An Ideal Day – Impossible?
In the last post, I mentioned an exercise that helped shape my approach to lifestyle design: describing your ideal day.
I remember exactly where I did it.
I was on a cross-country flight—upgraded to first class, sunlight pouring in, with just enough space and quiet to think clearly. I decided to map it out.
First, I listed everything I wanted in a day. Then I time-blocked it.
Eight hours for sleep. One hour for personal care. Two hours for meals.
That left eleven hours.
I started with one hour of reading and writing, then an hour of exercise. Two hours for a hike or bike ride with family. One hour for music practice.
Six hours left.
I added two hours in the evening for connection—family, relationships. Two more hours to work on a project I was excited about at the time—what I called a “Spa for the Mind,” inspired by places like Esalen.
That left… two hours.
Two hours for work. For making money.
I remember pausing. Huh.
In my ideal day, paid work barely existed.
At the time, this felt almost absurd. My real life looked nothing like this. If anything, the exercise made me anxious. It highlighted the gap between where I was and how I wanted to live.
But it also revealed something important.
Around that same time, I had asked one of my coaching mentors how many clients he could realistically support. He said about ten. After doing this exercise, that made perfect sense.
So I assigned those final two hours to building a small coaching practice.
Still, the bigger realization lingered: this life required more than better scheduling.
It required freedom.
Not just flexibility—but full control over my time.
I had already been thinking about taking three months off to bike across the U.S. Now it became clearer: I didn’t just need a break from work—I needed a different relationship to work.
Within a couple of years, I found a framework that changed everything: a path to financial independence, where your investments cover your living expenses.
That was the missing piece.
Maybe your ideal day feels unrealistic, too.
But it’s not a fantasy—it’s a signal.
How are you spending your time now?
And what would need to change to live closer to your ideal day?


WORK REQUIRED
Locate each line of the material that contains "deaths", then return it.

RECORDS FOR THIS TASK
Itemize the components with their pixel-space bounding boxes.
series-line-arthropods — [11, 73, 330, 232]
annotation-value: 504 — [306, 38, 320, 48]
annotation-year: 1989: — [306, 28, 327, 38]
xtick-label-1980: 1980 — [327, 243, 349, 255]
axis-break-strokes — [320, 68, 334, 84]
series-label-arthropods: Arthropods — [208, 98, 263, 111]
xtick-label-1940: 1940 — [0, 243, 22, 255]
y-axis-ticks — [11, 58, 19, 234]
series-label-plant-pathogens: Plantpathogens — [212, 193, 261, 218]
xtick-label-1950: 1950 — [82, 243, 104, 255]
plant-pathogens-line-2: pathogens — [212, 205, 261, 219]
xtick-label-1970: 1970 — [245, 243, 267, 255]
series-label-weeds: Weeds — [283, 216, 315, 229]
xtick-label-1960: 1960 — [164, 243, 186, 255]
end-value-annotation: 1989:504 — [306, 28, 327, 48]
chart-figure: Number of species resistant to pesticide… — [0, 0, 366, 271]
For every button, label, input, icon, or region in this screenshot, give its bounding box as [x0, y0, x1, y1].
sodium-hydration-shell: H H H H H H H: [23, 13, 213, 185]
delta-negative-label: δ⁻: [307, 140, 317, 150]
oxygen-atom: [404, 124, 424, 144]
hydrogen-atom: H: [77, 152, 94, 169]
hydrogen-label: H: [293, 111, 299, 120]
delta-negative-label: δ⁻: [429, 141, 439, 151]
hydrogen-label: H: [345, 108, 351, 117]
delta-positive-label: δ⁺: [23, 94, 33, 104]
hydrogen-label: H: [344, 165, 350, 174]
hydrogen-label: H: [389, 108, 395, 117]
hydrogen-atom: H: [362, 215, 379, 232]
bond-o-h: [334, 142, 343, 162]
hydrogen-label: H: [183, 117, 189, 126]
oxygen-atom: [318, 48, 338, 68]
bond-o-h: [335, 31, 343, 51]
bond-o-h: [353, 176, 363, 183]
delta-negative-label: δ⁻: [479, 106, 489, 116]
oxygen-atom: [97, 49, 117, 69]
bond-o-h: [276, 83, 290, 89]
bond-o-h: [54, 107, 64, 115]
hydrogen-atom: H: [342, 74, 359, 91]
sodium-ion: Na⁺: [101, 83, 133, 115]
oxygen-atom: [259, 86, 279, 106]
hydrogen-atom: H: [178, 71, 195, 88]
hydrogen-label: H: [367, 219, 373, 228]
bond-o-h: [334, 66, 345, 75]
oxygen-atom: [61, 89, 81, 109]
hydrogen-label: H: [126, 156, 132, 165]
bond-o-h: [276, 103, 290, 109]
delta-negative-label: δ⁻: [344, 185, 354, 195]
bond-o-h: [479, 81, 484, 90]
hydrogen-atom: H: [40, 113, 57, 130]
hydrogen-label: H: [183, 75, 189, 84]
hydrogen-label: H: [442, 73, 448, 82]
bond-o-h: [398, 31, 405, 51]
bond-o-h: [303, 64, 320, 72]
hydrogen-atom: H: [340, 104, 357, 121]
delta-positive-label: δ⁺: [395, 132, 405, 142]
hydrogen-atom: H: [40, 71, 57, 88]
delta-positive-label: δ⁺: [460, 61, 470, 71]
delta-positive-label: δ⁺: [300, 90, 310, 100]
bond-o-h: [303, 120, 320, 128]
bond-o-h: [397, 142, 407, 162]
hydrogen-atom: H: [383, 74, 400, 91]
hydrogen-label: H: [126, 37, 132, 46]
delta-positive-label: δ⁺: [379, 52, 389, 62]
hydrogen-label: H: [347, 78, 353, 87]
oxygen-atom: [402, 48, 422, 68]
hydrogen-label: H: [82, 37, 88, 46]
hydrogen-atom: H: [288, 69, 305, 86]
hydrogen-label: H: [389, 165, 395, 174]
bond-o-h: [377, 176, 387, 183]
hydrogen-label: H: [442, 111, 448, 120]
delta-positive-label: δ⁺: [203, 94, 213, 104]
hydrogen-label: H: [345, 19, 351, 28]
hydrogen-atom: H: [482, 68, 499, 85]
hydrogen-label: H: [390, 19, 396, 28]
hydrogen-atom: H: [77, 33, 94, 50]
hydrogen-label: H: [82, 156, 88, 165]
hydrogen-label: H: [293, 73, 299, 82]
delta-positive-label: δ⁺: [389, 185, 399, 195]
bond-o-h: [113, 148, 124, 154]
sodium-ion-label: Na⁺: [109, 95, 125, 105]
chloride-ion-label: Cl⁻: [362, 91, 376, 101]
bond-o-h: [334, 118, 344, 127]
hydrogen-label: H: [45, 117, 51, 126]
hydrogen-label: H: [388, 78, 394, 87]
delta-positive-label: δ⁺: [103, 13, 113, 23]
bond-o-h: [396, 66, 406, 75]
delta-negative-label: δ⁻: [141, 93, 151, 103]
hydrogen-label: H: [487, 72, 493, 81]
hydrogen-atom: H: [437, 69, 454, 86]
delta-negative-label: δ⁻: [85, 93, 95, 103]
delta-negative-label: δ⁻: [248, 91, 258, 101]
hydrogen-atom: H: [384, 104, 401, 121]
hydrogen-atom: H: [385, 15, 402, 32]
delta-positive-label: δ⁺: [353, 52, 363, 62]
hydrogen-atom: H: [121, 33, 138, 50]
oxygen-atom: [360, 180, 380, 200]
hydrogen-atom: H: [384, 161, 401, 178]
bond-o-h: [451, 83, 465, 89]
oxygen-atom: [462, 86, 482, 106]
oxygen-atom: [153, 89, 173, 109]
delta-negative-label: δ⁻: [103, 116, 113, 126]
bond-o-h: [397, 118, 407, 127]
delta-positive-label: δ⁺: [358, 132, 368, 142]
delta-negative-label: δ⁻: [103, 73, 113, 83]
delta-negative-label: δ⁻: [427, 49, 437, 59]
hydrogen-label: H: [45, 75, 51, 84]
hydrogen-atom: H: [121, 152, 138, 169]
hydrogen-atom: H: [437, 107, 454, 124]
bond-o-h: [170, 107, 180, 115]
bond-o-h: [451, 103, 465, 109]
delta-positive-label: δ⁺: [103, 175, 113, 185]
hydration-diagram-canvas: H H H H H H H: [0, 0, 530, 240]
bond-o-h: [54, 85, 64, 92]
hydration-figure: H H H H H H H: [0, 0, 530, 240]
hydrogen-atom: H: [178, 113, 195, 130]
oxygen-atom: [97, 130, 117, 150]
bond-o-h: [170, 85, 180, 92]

* * *

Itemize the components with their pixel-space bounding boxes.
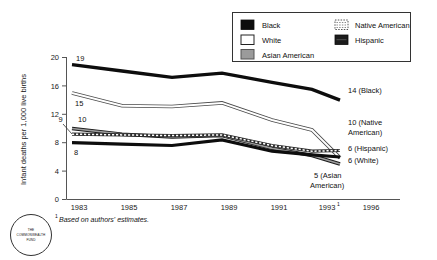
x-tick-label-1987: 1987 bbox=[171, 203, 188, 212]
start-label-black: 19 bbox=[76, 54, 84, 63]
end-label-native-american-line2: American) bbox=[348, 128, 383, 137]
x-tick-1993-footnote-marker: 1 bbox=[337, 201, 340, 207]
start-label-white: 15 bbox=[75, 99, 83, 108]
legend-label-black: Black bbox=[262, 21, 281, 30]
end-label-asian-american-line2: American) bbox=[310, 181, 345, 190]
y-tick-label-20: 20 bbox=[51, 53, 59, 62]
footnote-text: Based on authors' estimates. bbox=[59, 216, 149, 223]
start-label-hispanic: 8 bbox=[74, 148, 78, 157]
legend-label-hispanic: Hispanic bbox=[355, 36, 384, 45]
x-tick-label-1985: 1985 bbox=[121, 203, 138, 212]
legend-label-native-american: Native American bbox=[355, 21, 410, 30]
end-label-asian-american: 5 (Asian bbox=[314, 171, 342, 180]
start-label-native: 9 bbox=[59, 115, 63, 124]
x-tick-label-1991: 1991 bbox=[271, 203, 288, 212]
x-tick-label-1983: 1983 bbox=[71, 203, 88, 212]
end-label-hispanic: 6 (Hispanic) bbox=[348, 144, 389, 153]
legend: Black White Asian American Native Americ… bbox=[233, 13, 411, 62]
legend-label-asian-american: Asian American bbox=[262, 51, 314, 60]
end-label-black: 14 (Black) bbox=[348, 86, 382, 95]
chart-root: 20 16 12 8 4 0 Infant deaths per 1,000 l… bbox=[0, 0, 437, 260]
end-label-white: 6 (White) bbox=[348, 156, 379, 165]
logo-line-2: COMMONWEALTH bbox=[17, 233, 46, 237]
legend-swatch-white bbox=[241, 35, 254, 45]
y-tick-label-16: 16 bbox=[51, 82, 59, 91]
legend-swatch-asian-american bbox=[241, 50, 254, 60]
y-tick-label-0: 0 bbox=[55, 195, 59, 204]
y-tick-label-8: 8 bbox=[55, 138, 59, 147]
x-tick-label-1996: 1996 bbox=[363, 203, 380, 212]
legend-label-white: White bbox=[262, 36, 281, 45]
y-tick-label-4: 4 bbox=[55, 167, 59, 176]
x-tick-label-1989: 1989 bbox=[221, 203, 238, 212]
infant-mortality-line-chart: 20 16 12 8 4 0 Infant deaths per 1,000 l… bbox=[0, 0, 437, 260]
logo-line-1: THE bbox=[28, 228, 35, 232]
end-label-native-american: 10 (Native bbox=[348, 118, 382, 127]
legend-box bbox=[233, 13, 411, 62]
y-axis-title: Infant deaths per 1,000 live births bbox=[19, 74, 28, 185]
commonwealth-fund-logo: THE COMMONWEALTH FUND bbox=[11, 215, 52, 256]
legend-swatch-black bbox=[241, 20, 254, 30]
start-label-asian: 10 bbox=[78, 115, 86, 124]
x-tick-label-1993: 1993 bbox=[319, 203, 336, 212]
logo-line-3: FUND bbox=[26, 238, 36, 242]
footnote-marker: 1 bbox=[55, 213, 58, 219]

THE ANSWER
chart-root: 20 16 12 8 4 0 Infant deaths per 1,000 l… bbox=[0, 0, 437, 260]
infant-mortality-line-chart: 20 16 12 8 4 0 Infant deaths per 1,000 l… bbox=[0, 0, 437, 260]
y-axis-title: Infant deaths per 1,000 live births bbox=[19, 74, 28, 185]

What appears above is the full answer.